Las Vegas. Great food, show girls, and a
multi-billion dollar gambling business. The money made by the casinos is
only matched by the profits on Wall Street. And the profits of both are
based on mathematical probabilities.
Casinos make money because “the odds” or
a game’s expectancy are in the house‘s favor. This means that if you play
long enough, the casino wins. Over the short term, the casino knows it may
win or lose. But if you play long enough, the house always wins. The
casinos increase their profits by offering games that are completed in a
short period of time – a roll of dice, a spin of a wheel or a few cards
turned over.
What does this have to do with trading
systems?
We want the odds of a trade to favor
us – expectancy
We want a lot of trades – opportunity
We want turn over so we can compound
the profits – holding time.
What we as traders must do is become the
house. The odds in our trading must favor us, we need a reasonable number
of trades during the year and the trades must be completed in a reasonable
amount of time for compounding to be effective.

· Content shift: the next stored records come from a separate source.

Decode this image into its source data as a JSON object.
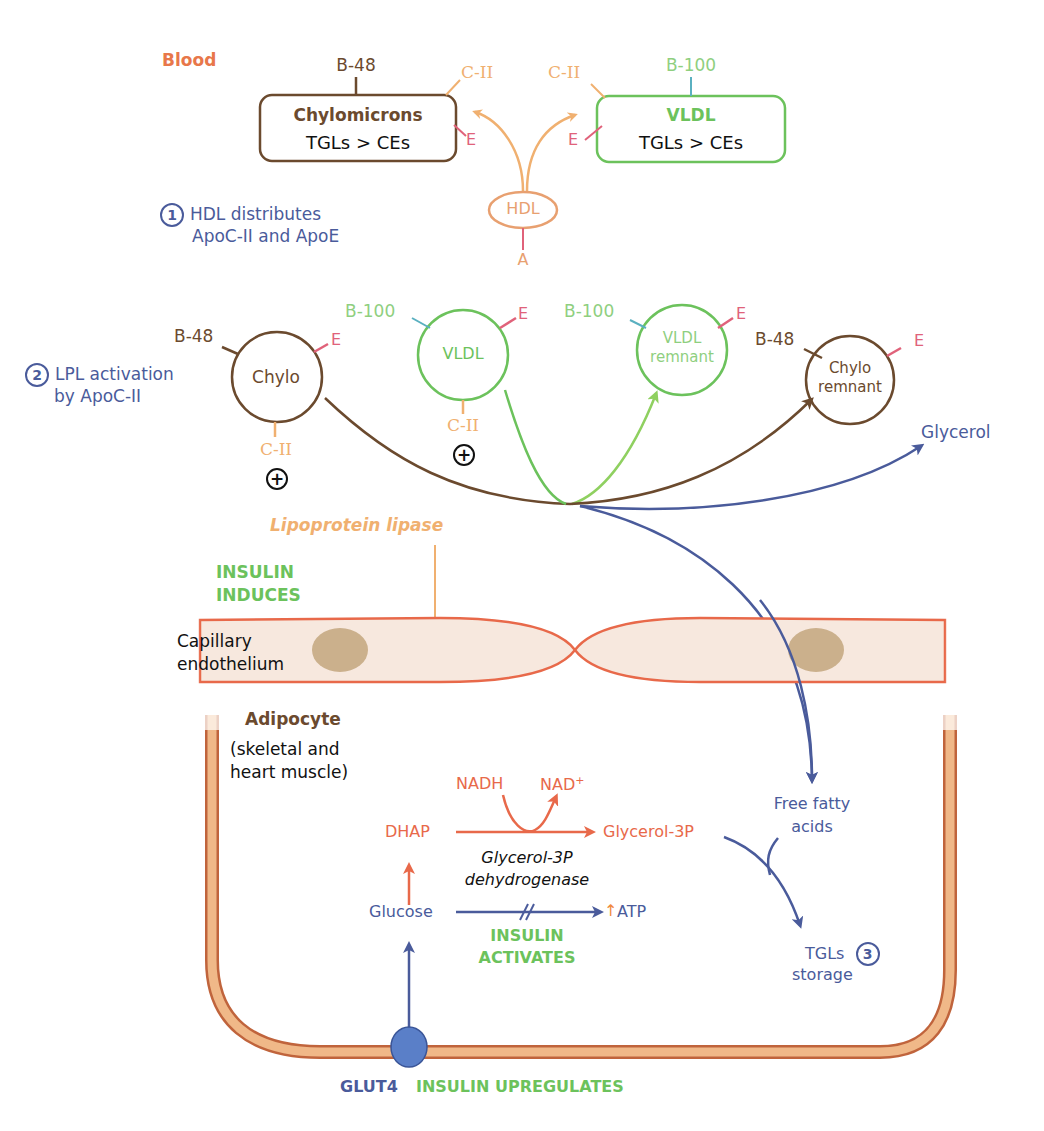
{
  "colors": {
    "blood_label": "#e8774a",
    "chylo_brown": "#6b4a2e",
    "vldl_green": "#6cc25c",
    "apo_c2_orange": "#f0b070",
    "apo_e_pink": "#e0627a",
    "b100_green": "#8fcf7f",
    "hdl_orange": "#e8a070",
    "step_blue": "#4a5b9b",
    "insulin_green": "#6cc25c",
    "pathway_red": "#e8694a",
    "membrane": "#e8694a",
    "membrane_fill": "#f7e8de",
    "nucleus": "#cbb08c",
    "adipocyte_membrane": "#f0b888",
    "adipocyte_outline": "#c0643c",
    "glut4_blue": "#5a7fc8"
  },
  "blood": {
    "label": "Blood",
    "chylomicrons": {
      "title": "Chylomicrons",
      "subtitle": "TGLs > CEs",
      "apo_b": "B-48",
      "apo_c": "C-II",
      "apo_e": "E"
    },
    "vldl": {
      "title": "VLDL",
      "subtitle": "TGLs > CEs",
      "apo_b": "B-100",
      "apo_c": "C-II",
      "apo_e": "E"
    },
    "hdl": {
      "label": "HDL",
      "apo_a": "A"
    },
    "step1": {
      "number": "1",
      "line1": "HDL distributes",
      "line2": "ApoC-II and ApoE"
    }
  },
  "lpl": {
    "step2": {
      "number": "2",
      "line1": "LPL activation",
      "line2": "by ApoC-II"
    },
    "chylo": {
      "label": "Chylo",
      "apo_b": "B-48",
      "apo_e": "E",
      "apo_c": "C-II"
    },
    "vldl": {
      "label": "VLDL",
      "apo_b": "B-100",
      "apo_e": "E",
      "apo_c": "C-II"
    },
    "vldl_remnant": {
      "line1": "VLDL",
      "line2": "remnant",
      "apo_b": "B-100",
      "apo_e": "E"
    },
    "chylo_remnant": {
      "line1": "Chylo",
      "line2": "remnant",
      "apo_b": "B-48",
      "apo_e": "E"
    },
    "plus_symbol": "+",
    "glycerol": "Glycerol",
    "enzyme": "Lipoprotein lipase",
    "insulin_induces_1": "INSULIN",
    "insulin_induces_2": "INDUCES"
  },
  "capillary": {
    "line1": "Capillary",
    "line2": "endothelium"
  },
  "adipocyte": {
    "title": "Adipocyte",
    "sub1": "(skeletal and",
    "sub2": "heart muscle)",
    "nadh": "NADH",
    "nad": "NAD",
    "nad_sup": "+",
    "dhap": "DHAP",
    "glycerol_3p": "Glycerol-3P",
    "enzyme1": "Glycerol-3P",
    "enzyme2": "dehydrogenase",
    "glucose": "Glucose",
    "atp_arrow": "↑",
    "atp": "ATP",
    "insulin_activates_1": "INSULIN",
    "insulin_activates_2": "ACTIVATES",
    "ffa1": "Free fatty",
    "ffa2": "acids",
    "tgl1": "TGLs",
    "tgl2": "storage",
    "step3": "3"
  },
  "glut4": {
    "label": "GLUT4",
    "insulin_upregulates": "INSULIN UPREGULATES"
  }
}
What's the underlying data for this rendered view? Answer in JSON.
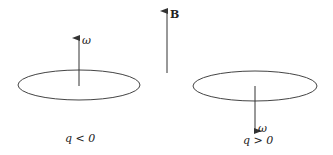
{
  "diagram": {
    "type": "physics-schematic",
    "colors": {
      "stroke": "#333333",
      "text": "#222222",
      "background": "#ffffff"
    },
    "field": {
      "label": "B",
      "direction": "up"
    },
    "left": {
      "omega_label": "ω",
      "omega_direction": "up",
      "charge_label": "q < 0"
    },
    "right": {
      "omega_label": "ω",
      "omega_direction": "down",
      "charge_label": "q > 0"
    }
  }
}
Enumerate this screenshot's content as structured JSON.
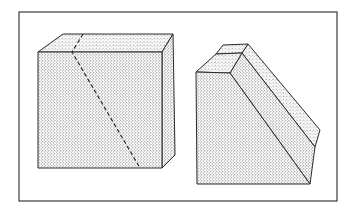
{
  "figure": {
    "colors": {
      "background": "#ffffff",
      "stroke": "#2a2a2a",
      "stipple_dot": "#555555",
      "frame": "#3a3a3a"
    },
    "frame": {
      "x": 19,
      "y": 12,
      "width": 318,
      "height": 189
    },
    "cube": {
      "label": "cube",
      "front_face": [
        [
          38,
          52
        ],
        [
          162,
          52
        ],
        [
          162,
          168
        ],
        [
          38,
          168
        ]
      ],
      "top_face": [
        [
          38,
          52
        ],
        [
          63,
          34
        ],
        [
          173,
          34
        ],
        [
          162,
          52
        ]
      ],
      "right_face": [
        [
          162,
          52
        ],
        [
          173,
          34
        ],
        [
          175,
          155
        ],
        [
          162,
          168
        ]
      ],
      "dashed_cut_line": [
        [
          83,
          34
        ],
        [
          72,
          52
        ],
        [
          140,
          168
        ]
      ]
    },
    "prism": {
      "label": "cut-prism",
      "front_face": [
        [
          196,
          72
        ],
        [
          230,
          73
        ],
        [
          310,
          184
        ],
        [
          197,
          184
        ]
      ],
      "top_back_face": [
        [
          216,
          54
        ],
        [
          223,
          45
        ],
        [
          248,
          44
        ],
        [
          242,
          53
        ]
      ],
      "top_front_face": [
        [
          196,
          72
        ],
        [
          216,
          54
        ],
        [
          242,
          53
        ],
        [
          230,
          73
        ]
      ],
      "slope_face_inner": [
        [
          230,
          73
        ],
        [
          242,
          53
        ],
        [
          315,
          147
        ],
        [
          310,
          184
        ]
      ],
      "slope_face_outer": [
        [
          242,
          53
        ],
        [
          248,
          44
        ],
        [
          320,
          130
        ],
        [
          315,
          147
        ]
      ],
      "right_face": [
        [
          310,
          184
        ],
        [
          315,
          147
        ],
        [
          320,
          130
        ],
        [
          318,
          150
        ]
      ]
    }
  }
}
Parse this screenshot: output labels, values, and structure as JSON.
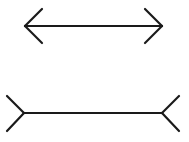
{
  "diagram": {
    "stroke_color": "#1a1a1a",
    "background": "#ffffff",
    "figures": [
      {
        "name": "arrowheads-inward-line",
        "shaft": {
          "x1": 25,
          "y1": 26,
          "x2": 162,
          "y2": 26
        },
        "ends": [
          {
            "tip": [
              25,
              26
            ],
            "arm1": [
              42,
              9
            ],
            "arm2": [
              42,
              43
            ]
          },
          {
            "tip": [
              162,
              26
            ],
            "arm1": [
              145,
              9
            ],
            "arm2": [
              145,
              43
            ]
          }
        ]
      },
      {
        "name": "fins-outward-line",
        "shaft": {
          "x1": 24,
          "y1": 113,
          "x2": 162,
          "y2": 113
        },
        "ends": [
          {
            "tip": [
              24,
              113
            ],
            "arm1": [
              7,
              96
            ],
            "arm2": [
              7,
              131
            ]
          },
          {
            "tip": [
              162,
              113
            ],
            "arm1": [
              179,
              96
            ],
            "arm2": [
              179,
              131
            ]
          }
        ]
      }
    ]
  }
}
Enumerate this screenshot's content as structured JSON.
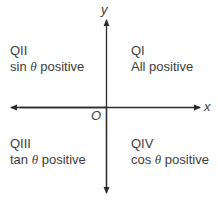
{
  "axes": {
    "x_label": "x",
    "y_label": "y",
    "origin_label": "O"
  },
  "quadrants": [
    {
      "id": "QI",
      "name": "QI",
      "rule_prefix": "",
      "theta": "",
      "rule_suffix": "All positive"
    },
    {
      "id": "QII",
      "name": "QII",
      "rule_prefix": "sin",
      "theta": "θ",
      "rule_suffix": " positive"
    },
    {
      "id": "QIII",
      "name": "QIII",
      "rule_prefix": "tan",
      "theta": "θ",
      "rule_suffix": " positive"
    },
    {
      "id": "QIV",
      "name": "QIV",
      "rule_prefix": "cos",
      "theta": "θ",
      "rule_suffix": " positive"
    }
  ],
  "colors": {
    "stroke": "#2b2b2b",
    "text": "#3d3d3d"
  }
}
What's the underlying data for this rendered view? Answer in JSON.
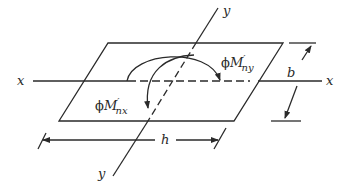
{
  "diagram": {
    "type": "biaxial bending of rectangular section (plan view)",
    "axes": {
      "x_left_label": "x",
      "x_right_label": "x",
      "y_top_label": "y",
      "y_bottom_label": "y"
    },
    "moments": {
      "about_y": {
        "phi": "ϕ",
        "symbol": "M",
        "prime": "′",
        "subscript": "ny"
      },
      "about_x": {
        "phi": "ϕ",
        "symbol": "M",
        "prime": "′",
        "subscript": "nx"
      }
    },
    "dimensions": {
      "width_label": "b",
      "depth_label": "h"
    },
    "colors": {
      "ink": "#2a2a2a",
      "background": "#ffffff"
    }
  }
}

Expectancy is simply the product of your
profit percentage per win and your win rate minus the product of your loss
percentage per loss and your loss rate. For example:
Win percentage
6%
Win rate
60%
Loss percentage 4%
Loss
rate 40%.
The expectancy is 2.0% per trade, or (6%
x 60%) - (4% x 40%).
That means, on an average trade, 2% of
the money traded is yours to keep. That’s better odds than a casino gets
on blackjack. Now, that may not sound like a lot of money. If your average
trade is $10,000 – 2% is $200 profit per trade. If you have 300 trades per
year, then you have a $60,000 profit per year with an average trade of
only $10,000. This does not even include the profits if you compounded the
average trade.
If you explore the expectancy formula,
you will notice that there is no one set of numbers that could give a
positive expectancy but an infinite number of sets and therefore an
infinite number of trading systems that could be profitable.

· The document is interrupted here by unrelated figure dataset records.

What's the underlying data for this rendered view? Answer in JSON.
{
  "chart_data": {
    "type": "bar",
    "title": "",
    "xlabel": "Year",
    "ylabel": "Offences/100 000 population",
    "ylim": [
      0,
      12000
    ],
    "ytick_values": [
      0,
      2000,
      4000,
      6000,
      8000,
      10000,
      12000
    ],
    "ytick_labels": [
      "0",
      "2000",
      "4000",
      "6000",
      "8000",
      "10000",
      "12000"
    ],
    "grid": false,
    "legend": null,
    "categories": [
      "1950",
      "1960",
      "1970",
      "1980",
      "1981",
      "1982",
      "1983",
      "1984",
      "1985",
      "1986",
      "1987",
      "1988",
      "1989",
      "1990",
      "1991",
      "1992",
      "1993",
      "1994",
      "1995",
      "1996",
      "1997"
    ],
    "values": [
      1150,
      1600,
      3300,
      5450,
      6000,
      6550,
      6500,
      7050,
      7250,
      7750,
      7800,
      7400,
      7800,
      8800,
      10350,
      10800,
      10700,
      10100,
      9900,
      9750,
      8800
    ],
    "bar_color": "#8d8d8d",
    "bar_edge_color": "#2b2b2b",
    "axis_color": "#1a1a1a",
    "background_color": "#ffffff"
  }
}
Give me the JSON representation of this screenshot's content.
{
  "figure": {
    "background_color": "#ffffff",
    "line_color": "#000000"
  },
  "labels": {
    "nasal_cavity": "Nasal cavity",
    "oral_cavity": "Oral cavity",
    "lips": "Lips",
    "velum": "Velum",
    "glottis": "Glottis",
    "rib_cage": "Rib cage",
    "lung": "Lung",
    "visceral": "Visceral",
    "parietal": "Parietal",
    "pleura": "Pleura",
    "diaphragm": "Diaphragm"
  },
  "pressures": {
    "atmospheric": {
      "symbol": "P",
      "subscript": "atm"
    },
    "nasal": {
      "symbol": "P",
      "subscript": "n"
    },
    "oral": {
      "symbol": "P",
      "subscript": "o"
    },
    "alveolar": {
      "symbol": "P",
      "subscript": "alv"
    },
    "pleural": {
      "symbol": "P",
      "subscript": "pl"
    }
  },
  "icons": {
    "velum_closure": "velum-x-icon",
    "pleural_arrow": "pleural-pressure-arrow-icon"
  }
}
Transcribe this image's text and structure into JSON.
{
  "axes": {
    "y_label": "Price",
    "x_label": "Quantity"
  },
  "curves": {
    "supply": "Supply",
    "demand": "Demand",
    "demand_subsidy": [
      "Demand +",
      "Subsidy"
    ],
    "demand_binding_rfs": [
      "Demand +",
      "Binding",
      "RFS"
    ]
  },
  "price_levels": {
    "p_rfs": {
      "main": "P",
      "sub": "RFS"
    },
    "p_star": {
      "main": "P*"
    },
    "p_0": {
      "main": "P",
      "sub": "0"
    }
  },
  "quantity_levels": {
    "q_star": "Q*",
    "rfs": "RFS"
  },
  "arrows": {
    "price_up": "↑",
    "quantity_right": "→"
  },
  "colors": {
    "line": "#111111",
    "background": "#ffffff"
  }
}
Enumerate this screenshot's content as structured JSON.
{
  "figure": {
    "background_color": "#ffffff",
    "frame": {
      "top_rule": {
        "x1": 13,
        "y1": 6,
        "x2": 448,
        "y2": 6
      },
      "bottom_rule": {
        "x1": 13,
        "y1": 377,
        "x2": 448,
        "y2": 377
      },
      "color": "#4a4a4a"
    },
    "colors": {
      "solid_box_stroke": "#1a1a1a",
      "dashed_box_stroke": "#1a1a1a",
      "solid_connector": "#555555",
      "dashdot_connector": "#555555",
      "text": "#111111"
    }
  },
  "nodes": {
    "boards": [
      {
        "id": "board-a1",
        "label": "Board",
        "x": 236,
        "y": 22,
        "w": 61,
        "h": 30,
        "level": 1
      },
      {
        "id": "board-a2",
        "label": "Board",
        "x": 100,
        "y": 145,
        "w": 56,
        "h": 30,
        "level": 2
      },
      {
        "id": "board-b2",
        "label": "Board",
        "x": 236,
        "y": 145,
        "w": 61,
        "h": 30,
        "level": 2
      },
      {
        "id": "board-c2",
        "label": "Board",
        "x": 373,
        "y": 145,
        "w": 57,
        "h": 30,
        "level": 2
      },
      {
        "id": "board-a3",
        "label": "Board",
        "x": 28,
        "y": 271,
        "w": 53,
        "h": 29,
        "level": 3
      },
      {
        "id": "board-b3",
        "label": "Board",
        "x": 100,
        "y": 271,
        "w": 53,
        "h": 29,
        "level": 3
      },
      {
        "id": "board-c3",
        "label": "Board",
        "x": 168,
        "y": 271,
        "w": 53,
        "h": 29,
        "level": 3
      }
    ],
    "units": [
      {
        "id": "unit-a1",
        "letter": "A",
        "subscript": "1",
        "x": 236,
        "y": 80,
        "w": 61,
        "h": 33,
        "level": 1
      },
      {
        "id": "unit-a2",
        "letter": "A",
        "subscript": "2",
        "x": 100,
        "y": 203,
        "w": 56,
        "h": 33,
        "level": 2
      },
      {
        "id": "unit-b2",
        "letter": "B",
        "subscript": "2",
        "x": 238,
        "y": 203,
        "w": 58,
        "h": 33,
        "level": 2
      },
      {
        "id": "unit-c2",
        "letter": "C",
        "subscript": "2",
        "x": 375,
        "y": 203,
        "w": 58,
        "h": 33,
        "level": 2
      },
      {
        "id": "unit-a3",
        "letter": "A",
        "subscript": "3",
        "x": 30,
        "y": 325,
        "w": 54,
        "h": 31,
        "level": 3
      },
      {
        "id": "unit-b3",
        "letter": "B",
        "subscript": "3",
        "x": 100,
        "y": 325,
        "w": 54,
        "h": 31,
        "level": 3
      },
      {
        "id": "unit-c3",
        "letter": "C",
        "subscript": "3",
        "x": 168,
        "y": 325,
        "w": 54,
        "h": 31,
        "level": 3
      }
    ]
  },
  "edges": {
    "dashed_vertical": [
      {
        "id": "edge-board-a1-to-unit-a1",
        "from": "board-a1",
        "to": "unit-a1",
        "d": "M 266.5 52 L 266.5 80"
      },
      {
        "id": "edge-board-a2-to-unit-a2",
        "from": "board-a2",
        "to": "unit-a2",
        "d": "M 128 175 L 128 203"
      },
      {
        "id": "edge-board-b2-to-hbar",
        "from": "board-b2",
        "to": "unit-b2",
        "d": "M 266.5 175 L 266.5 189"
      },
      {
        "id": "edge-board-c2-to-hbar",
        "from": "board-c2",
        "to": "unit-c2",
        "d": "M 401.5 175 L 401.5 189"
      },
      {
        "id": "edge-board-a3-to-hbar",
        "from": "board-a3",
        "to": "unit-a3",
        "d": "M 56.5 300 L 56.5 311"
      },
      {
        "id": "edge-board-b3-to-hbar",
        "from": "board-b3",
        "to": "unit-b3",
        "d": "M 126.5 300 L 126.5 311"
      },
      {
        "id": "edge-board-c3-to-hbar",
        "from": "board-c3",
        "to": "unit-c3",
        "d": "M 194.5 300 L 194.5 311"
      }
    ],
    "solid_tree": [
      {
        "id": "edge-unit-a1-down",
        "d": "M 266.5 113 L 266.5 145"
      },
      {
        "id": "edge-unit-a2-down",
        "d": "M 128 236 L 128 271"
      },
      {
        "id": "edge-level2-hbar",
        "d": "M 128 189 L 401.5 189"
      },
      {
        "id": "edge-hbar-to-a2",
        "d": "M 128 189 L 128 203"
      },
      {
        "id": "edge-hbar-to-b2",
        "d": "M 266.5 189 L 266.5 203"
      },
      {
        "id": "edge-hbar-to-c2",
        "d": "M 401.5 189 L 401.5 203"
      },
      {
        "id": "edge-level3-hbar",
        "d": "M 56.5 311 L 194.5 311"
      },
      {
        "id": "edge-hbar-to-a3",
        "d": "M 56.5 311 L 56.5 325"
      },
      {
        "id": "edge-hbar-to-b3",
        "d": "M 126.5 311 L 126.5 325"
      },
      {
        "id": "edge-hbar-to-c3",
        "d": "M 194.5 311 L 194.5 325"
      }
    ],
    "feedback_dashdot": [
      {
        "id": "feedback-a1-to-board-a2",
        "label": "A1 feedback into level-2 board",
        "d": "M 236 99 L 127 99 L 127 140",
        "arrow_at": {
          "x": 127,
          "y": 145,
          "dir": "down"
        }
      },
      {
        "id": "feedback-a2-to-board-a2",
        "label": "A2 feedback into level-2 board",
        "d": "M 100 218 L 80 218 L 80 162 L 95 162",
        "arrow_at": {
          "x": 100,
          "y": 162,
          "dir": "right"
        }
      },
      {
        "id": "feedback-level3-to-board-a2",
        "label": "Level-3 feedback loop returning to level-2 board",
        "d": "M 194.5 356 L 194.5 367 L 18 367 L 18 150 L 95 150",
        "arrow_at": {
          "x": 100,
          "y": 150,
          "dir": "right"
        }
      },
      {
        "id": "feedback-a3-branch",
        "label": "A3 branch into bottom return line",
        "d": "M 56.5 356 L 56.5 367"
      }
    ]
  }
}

Given that, it is possible to develop
systems where the stop loss is larger than the profits. The stop loss is
academic, as long as your profit expectancy is positive.
Here’s another example: we could use a
20% stop loss and a 5% profit target and come out with the same exact 2%
expectancy as long as my win rate is high enough! An 88% win rate in this
example would yield 2.0%, the result of (5% x 88%) - (20% x 12%).
Or, you could arrive at a positive
expectancy with a very low win rate. One of the more famous expectancy
numbers comes from William O’Neil, advocate of the CANSLIM system and
founder of Investors Business Daily. If we use his stop and target numbers
of 8% and 20% and his published win rate of 30%, the expectancy can be
calculated to be: (20% x 30%) - (8% x 70%) or +0.4%.
The bottom line is: expectancy must be
positive if you want to make a profit over time. Never use a system with a
zero or negative expectancy. You will not win. You can not beat the house
over a long series of bets or trades. Be the “House”.
No matter what your expectancy is, you
will not make a great deal of money unless you have a lot of opportunities
to trade. Again, the casino analogy. The casino may only make 1-2% per
hand of blackjack, but they turn over those hands very quickly – 30 to 40
hands per hour. Play blackjack long enough and you will lose over 40% of
your money per hour! No wonder they can offer those wonderful comps.
We now know how to create a method, at
least on paper, with a positive expectancy. Let’s say we develop a system
with 8% expectancy, but if the system only yielded one trade per year,
what good would it be? We might as well just put the money in a savings
account. Or, if we had a method that yielded 0.2% per trade, you might
pass on it? But what if that system generated 1,000 trades per year? 1,000
times 0.2% becomes serious money in a very short time.
The most overlooked area of trading is
the "holding period." In order to make money, you must have a system that
generates a positive expectancy and a lot of opportunities. But you must
have access to your money. If your trade’s hold time is too long, you
can't take advantage of all or even most of your opportunities. Your
trading money or buying power is always tied up because you have to wait
too long to close your trades.
Casino analogy time. If the house odds in
Blackjack are 2.5%, that means for ever $2 bet, the casino makes, on
average, 5 cents. If you only play 1 game per hour, the casino makes 5
cents per hour. If you play 60 games per hour, the casino has all of your
$2 in 40 minutes. All things being equal, the game with the fastest
turnover is the more profitable for the casino.
It's no different with trading. You will
be more profitable with $100,000 that you could "turn" 250 times per year,
than $500,000 that was tied up in one trade for 12 months. As an example,
let's say we have one trade and that trade yielded a 50% return. You just
had a great year - a $250,000 profit.
On the other hand, say you had $100,000
for stock purchases, and your expectancy was only 1.2% per trade but you
turned over your stocks 250 times in the same year. This method ends up
generating $300,000 for the year, and that assumes you never increase the
position size as the equity grows. You just had a better year. And it is
easier to get 1.2% per trade than 50%.